Closing this gap demands less invention and more intention. The technologies needed to build affordable,
field-ready soil testing systems largely exist yet the missing link is the institutional will to develop them as a
unified whole rather than in isolated silos. Soil scientists, electronics engineers, agronomists, data analysts,
and rural development practitioners each hold a piece of this problem, yet coordinated, cross-disciplinary
projects in this space remain rare. Funding bodies, both government and private, have a direct role to play in
changing that. Research grants and development programs must begin treating affordability, ease of use, and
field-readiness as foundational design criteria rather than features to be addressed after the core technology is
built. A system that performs well in a controlled laboratory setting but fails in the hands of a farmer with no
technical background has not solved the problem but it has only moved it.
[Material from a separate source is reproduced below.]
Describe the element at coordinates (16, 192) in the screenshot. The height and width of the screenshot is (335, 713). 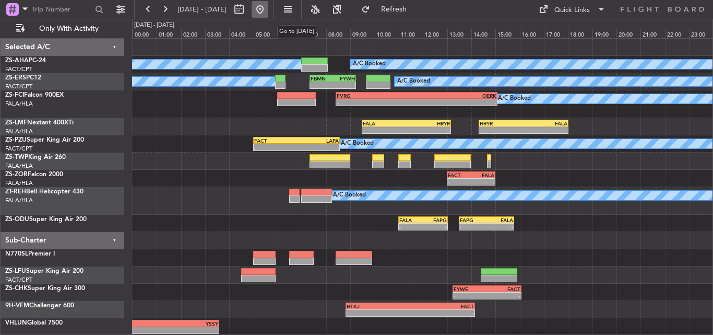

This system needs sustained,
ground-level pilots conducted alongside farming communities, state agriculture departments, and rural
cooperatives work that measures what actually changes in how farmers make decisions, how inputs are
applied, and what yields result. That kind of evidence takes time and commitment to build, but it is the only
foundation on which scalable soil health solutions can stand.
Getting accurate soil information into the hands of a farmer, in a form they can use, on the same day they
need it that is the goal worth organizing research, funding, and policy around.